Sunday, February 18, 2018

The Florida Shooting and the Public Schools

With 17 victims killed and a similar number wounded, the Marjory Stoneman Douglas High School shooting was horrific, and all empathize with the victims.
Horrific events like these are salient; that is, they loom large in our minds. As with airline crashes, which have resulted in more death than mass shootings, we, along with the electronic and print media, dramatize the risks of and importance of salient events. Nevertheless, the empathy and sorrow we feel for the victims is neither a logical nor an empirically valid reason for policy changes.
In 1897, 121 years ago, Emile Durkheim wrote Suicide, a sociological study of the correlates of suicide. Durkheim's study suggested that sociological analysis might increasingly contribute to reasoned policy discussion. Unfortunately, that does not seem to have been the case. Much of the policy discussion about the recent uptick in mass shootings is impassioned and lacking in perspective.
Durkheim found that social norms and regulation contribute to suicide rates; similar factors are at play in mass shootings, which are often suicidal. Durkheim found that suicide can result from a sense of not belonging; he also found that it can result from being overwhelmed by social demands; he also found that anomie, an absence of moral coherence or a breakdown of social norms, can play a role. 
Durkheim found that education makes suicide more likely, but social cohesion and religion play a bigger role. Protestants were more likely to commit suicide than were Catholics or Jews, even though Jews were highly educated. As well, suicide rates were higher for unmarried people than for married people and for childless people than for people with children.

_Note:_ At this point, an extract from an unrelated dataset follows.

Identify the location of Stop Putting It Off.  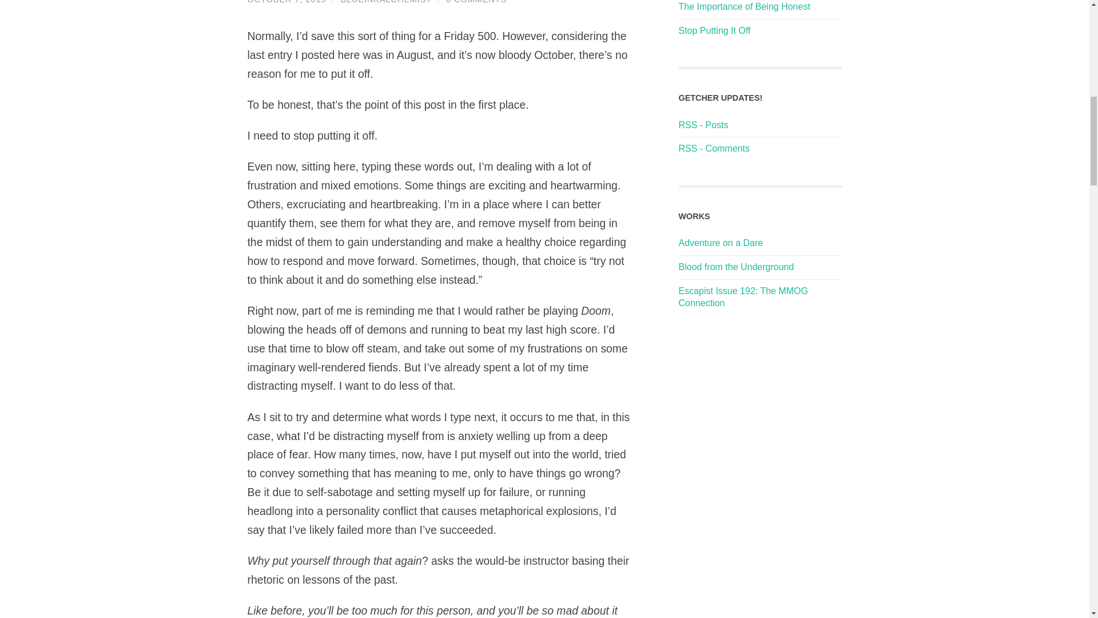
(287, 2).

Where do school shootings occur? They occur almost universally in public schools. I went through a list provided by Ballotpedia https://ballotpedia.org/United_States_school_shootings,_199…, and I noticed that of the first 20 or 30, 100% occured in public school settings, mostly in mid-sized-to-large-sized cities, and in low-income school districts. They also have often been associated with sports events.
The number killed in all of the mass shooting incidents is much smaller than the number killed in airline crashes, which in turn is much smaller than the number killed in automobile crashes.  Salience does not determine importance. 
This CNN piece (https://www.cnn.com/…/20-deadliest-mass-shooting…/index.html )
identifies the worst mass shootings in modern history (related and unrelated to schools), and the total of all fatalities arising from them is under 500. In contrast, a single one of any number of airline crashes had roughly 50% of the total number of deaths from mass shootings since 1990. As well, about 40,000 Americans died in automobile crashes in 2016. More than one million have died in car accidents since 1990, compared to under 500 from mass shootings, a ratio of 2,000 to one.
That is not to say that it is not useful to think about ways to reduce or eliminate mass shootings. One point that jumps out is that all of the mass killings at schools have been at public schools. A large majority is not surprising since about 91% of students attend public schools. Nevertheless, given that there have been several hundred school shootings, we would expect about 10% to have been in Catholic and other private schools, but that has not been the case. 
That gets us back to the question of anomie, normlessness, and its opposite, excessive social control. Since 1990 there has been a increase in political correctness and a decline in religious belief (see http://www.pewresearch.org/…/qa-why-millennials-are-less-r…/ ). In other words, there has been increasing academic control, increasing peer pressure, and decreasing religious participation. As well, there has been declining participation in society, as Robert Putnam points out in Bowling Alone.
Perhaps the public education system needs to be taken to task; and perhaps the American media with its idolization of celebrity, narcissism, and new age morality should be as well.  As well, given that there are sociological reasons for mass shootings, we might conclude that different locales require different solutions.  

A generic, federal solution to a variegated problem is as useless as looking for a single solution to airline crashes. Different locales need to develop optimal policies based on their unique characteristics.